Into Ohio
Day 5 - 4/21/2016: 64 miles (272 total), 1592 feet (6309 total)
5:49 pm (1068)
Today was kind of a brutal day in the Great Indian Desert: ironically in the rain. There's no other way to convey the featurelessness of this place but to call it a desert. At one point I stopped to find a tree, and then just didn't bother. There was noone horizon to horizon, might as well pee in the road.
What there was a lot of, pretty much 64 miles of, was rain. The rain was nearly nonstop, but when away from cars it wasn't too bad. I had bought rainpants and booties just for this trip but used neither. The temp was 55-63, so I just put on my coat, wool socks, and winter gloves and was good to go. The socks in my sandels didn't keep my feet try, but they were warm. My legs pretty much just don't care.
As usual, google took me through a variety of interesting places, include about 1.5 miles of very good dirt road.
Dogs were after me again! The worst was a bulldog named Toby (owner ineffectually yelled at him to come back). Toby is a big bulldog. When I came by he took off like a streak, catching up and lunging at me. My Bill Fischer impersonation gave him a minor pause, and that was all she wrote. I was still gaining speed, and Toby's tiny little rear legs ran out of gas.
About 20 miles into the day I ran into this diner kind of in the middle of nowhere, where I had the corned beef extravaganza shown in the pic.
Finally, look at the last pic. I turned into this and blanched at how the road runs straight into the distance. Immediately thereafter, my navigation app announces "In 14.5 miles, keep straight". ??????
Finally, the Great Indian Desert has convinced me of the truth of John Lucas's viewpoint: no more A to B, only spectacular trips are worth it. This doesn't quite apply here, as I actually had three purposes on this trip: make a pilgrimage home on bike, see how I liked traveling by myself, and bridging the gap between Pittsburgh and Chicago that would be the only longitudes that I hadn't covered in the US once I do Route 66 in the fall.
Except I'm not doing Route 66 in the fall. Six weeks of blah midwestern kitsch before you get to New Mexico and it starts getting interesting. Not going to do it. I'll apply my deposit to doing a short trip in Alaska next year.
The first two reasons still apply, however. For the second, I've found that I'm pretty comfortable on my own when things are going well. For instance last night I thoroughly enjoyed Chain O' Lakes. I watched egrets flying overhead, saw a vee of geese, had woodpeckers going off on either side of me at the same time, and even saw an egret fly over. I don't even much care for birds, but it was glorious. However, biking in the rain for hour after hour, only to end up at a Comfort Inn on the side of a freeway w/ no buds around kind of sucks. So, mixed verdict.
The first purpose, though, still holds. I am psyched to arrive back in Ohio, and back in Sandusky, on bike. To cruise downtown, bike to Cameo Pizza, and then bike out to the nature preserve where the folks' ashes were scattered. This is worthwhile, my version of approaching mecca on foot. I don't know if it will be a life-changing experience, but i do know that it's something I need to do.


• [Directions for this task]: Find the line that contains "What do you see at coordinates (673, 7)" in the entries below. Output it and each later line exactly, and nothing else.

::: Records supplied

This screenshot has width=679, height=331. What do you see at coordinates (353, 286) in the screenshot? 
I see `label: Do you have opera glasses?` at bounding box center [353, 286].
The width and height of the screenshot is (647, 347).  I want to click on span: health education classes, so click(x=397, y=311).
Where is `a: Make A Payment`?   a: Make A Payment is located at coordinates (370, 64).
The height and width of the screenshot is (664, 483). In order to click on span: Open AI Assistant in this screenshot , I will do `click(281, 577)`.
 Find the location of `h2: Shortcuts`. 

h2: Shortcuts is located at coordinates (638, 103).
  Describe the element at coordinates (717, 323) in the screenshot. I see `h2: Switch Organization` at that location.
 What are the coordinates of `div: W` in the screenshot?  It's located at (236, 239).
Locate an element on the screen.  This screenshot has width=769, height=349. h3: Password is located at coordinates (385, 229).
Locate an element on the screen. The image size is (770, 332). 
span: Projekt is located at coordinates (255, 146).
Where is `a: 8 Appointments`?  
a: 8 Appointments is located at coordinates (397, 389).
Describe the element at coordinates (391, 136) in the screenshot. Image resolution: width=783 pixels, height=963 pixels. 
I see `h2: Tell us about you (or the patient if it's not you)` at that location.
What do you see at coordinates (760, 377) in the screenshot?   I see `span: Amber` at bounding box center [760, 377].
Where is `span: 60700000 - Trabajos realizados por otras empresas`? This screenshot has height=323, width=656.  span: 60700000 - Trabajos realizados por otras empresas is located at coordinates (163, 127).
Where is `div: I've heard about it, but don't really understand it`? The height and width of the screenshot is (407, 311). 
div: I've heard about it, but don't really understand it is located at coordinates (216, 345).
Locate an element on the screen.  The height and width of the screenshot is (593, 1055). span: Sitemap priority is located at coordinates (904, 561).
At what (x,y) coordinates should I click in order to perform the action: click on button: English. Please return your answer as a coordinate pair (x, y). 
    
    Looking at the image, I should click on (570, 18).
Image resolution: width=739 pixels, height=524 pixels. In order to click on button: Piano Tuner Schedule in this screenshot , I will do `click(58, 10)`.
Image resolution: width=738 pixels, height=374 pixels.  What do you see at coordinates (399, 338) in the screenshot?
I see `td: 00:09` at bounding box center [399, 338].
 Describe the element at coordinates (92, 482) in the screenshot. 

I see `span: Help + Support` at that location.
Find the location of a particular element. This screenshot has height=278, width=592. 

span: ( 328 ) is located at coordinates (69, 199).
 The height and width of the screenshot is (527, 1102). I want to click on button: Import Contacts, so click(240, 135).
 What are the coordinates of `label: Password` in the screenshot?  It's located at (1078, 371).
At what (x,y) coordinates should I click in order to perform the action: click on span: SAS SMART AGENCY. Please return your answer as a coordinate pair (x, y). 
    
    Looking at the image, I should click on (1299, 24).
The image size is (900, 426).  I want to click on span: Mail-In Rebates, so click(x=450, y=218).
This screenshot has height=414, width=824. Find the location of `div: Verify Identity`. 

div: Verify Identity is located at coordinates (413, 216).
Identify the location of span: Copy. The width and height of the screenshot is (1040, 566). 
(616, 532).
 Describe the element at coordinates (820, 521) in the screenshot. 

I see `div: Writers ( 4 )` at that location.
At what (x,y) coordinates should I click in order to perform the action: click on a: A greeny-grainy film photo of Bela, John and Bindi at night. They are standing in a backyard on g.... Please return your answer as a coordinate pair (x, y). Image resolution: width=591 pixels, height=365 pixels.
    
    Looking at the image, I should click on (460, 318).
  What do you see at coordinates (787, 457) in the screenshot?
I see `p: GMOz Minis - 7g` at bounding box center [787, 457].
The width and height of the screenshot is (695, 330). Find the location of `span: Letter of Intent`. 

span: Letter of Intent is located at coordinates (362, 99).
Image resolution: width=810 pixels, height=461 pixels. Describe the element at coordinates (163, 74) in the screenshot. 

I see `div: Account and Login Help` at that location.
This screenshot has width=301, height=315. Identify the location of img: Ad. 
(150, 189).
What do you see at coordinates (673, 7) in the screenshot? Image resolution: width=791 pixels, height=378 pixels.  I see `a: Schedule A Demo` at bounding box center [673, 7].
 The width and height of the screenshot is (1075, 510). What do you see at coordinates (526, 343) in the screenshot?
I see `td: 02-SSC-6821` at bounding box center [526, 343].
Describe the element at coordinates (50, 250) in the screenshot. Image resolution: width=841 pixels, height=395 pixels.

::::::

• [Solved exercise]:
What do you see at coordinates (673, 7) in the screenshot? Image resolution: width=791 pixels, height=378 pixels.  I see `a: Schedule A Demo` at bounding box center [673, 7].
 The width and height of the screenshot is (1075, 510). What do you see at coordinates (526, 343) in the screenshot?
I see `td: 02-SSC-6821` at bounding box center [526, 343].
Describe the element at coordinates (50, 250) in the screenshot. Image resolution: width=841 pixels, height=395 pixels.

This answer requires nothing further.